“The responsibility of each generation is not to please our predecessors – it’s to improve conditions for our successors.” – Adam Grant
A few weeks ago, I was working with a leader who faced a frustrating, but not unusual problem. He was dealing with what I’ll call an Alumni Leader. The individual who had been the leader for years prior was still hanging around, trying to “help” the current leader in his role.
The biggest frustration for the current leader was that he felt as though he couldn’t make any decisions that might upset the Alumni Leader. He didn’t feel like he could discontinue a product line because the Alumni Leader had started it. He didn’t feel like he could switch marketing providers because the Alumni Leader had a long-term relationship with their current marketing firm. And so on.
How many leaders deal with something like that? Maybe it’s a family business and Mom or Dad or Grandpa or Grandma are still hanging around, officially retired but not really. Maybe the Alumni Leader was some kind of rock star and the board of directors still goes to her for guidance, sometimes to the point of undermining the current leader’s ideas. Regardless of the specifics, it’s a huge challenge.
Our job as leaders is to do what we think is best for the future of the business, its people, its customers, its community, and whatever other stakeholders there may be. If we think the best thing for the business is to move to a new location, or start a new niche, or terminate someone who isn’t performing, or whatever – we have to be able to do that in the name of the growth and long-term health of the company.
We can’t be worried about what someone who was a big deal 5 or 10 or 20 years ago is thinking about what we do. And, if that’s the situation we find ourselves in, we have to think seriously about whether that’s the right place for us.
Look around you. Are you leading for the future? Or catering to the past? One option leads to potential success, the other to nothing but frustration. You choose.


→ What you will do
A word-for-word copy of the records that follow is needed, with every picture omitted.

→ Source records
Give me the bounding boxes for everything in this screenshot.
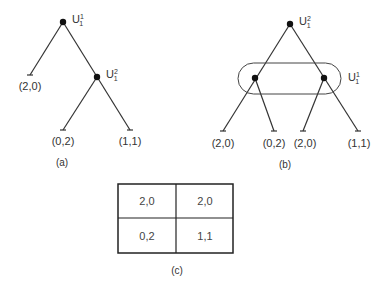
payoff-leaf-a-2: (0,2) <box>52 135 75 147</box>
payoff-matrix-c: 2,0 2,0 0,2 1,1 (c) <box>118 184 233 276</box>
matrix-cell-2-2: 1,1 <box>197 230 212 242</box>
matrix-cell-1-2: 2,0 <box>197 195 212 207</box>
decision-node-root-b <box>287 21 293 27</box>
decision-node-inner-a <box>94 74 100 80</box>
payoff-leaf-a-1: (2,0) <box>19 80 42 92</box>
payoff-leaf-b-2: (0,2) <box>263 137 286 149</box>
caption-b: (b) <box>279 159 291 170</box>
decision-node-root-a <box>60 19 66 25</box>
node-label-root-b: U21 <box>299 15 311 29</box>
caption-c: (c) <box>171 265 183 276</box>
tree-b: U21 U11 (2,0) (0,2) (2,0) (1,1) (b) <box>212 15 371 170</box>
decision-node-right-b <box>321 75 327 81</box>
tree-a: U11 U21 (2,0) (0,2) (1,1) (a) <box>19 13 142 168</box>
payoff-leaf-b-4: (1,1) <box>348 137 371 149</box>
node-label-root-a: U11 <box>72 13 84 27</box>
matrix-cell-1-1: 2,0 <box>139 195 154 207</box>
decision-node-left-b <box>252 75 258 81</box>
payoff-leaf-a-3: (1,1) <box>119 135 142 147</box>
game-trees-figure: U11 U21 (2,0) (0,2) (1,1) (a) U21 U11 (2… <box>0 0 387 288</box>
caption-a: (a) <box>56 157 68 168</box>
payoff-leaf-b-1: (2,0) <box>212 137 235 149</box>
info-set-label-b: U11 <box>348 71 360 85</box>
node-label-inner-a: U21 <box>106 68 118 82</box>
matrix-cell-2-1: 0,2 <box>139 230 154 242</box>
payoff-leaf-b-3: (2,0) <box>294 137 317 149</box>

→ Response area
Give me the bounding boxes for everything in this screenshot.
payoff-leaf-a-2: (0,2) <box>52 135 75 147</box>
payoff-matrix-c: 2,0 2,0 0,2 1,1 (c) <box>118 184 233 276</box>
matrix-cell-2-2: 1,1 <box>197 230 212 242</box>
matrix-cell-1-2: 2,0 <box>197 195 212 207</box>
decision-node-root-b <box>287 21 293 27</box>
decision-node-inner-a <box>94 74 100 80</box>
payoff-leaf-a-1: (2,0) <box>19 80 42 92</box>
payoff-leaf-b-2: (0,2) <box>263 137 286 149</box>
caption-b: (b) <box>279 159 291 170</box>
decision-node-root-a <box>60 19 66 25</box>
node-label-root-b: U21 <box>299 15 311 29</box>
caption-c: (c) <box>171 265 183 276</box>
tree-b: U21 U11 (2,0) (0,2) (2,0) (1,1) (b) <box>212 15 371 170</box>
decision-node-right-b <box>321 75 327 81</box>
tree-a: U11 U21 (2,0) (0,2) (1,1) (a) <box>19 13 142 168</box>
payoff-leaf-b-4: (1,1) <box>348 137 371 149</box>
node-label-root-a: U11 <box>72 13 84 27</box>
matrix-cell-1-1: 2,0 <box>139 195 154 207</box>
decision-node-left-b <box>252 75 258 81</box>
payoff-leaf-a-3: (1,1) <box>119 135 142 147</box>
game-trees-figure: U11 U21 (2,0) (0,2) (1,1) (a) U21 U11 (2… <box>0 0 387 288</box>
caption-a: (a) <box>56 157 68 168</box>
payoff-leaf-b-1: (2,0) <box>212 137 235 149</box>
info-set-label-b: U11 <box>348 71 360 85</box>
node-label-inner-a: U21 <box>106 68 118 82</box>
matrix-cell-2-1: 0,2 <box>139 230 154 242</box>
payoff-leaf-b-3: (2,0) <box>294 137 317 149</box>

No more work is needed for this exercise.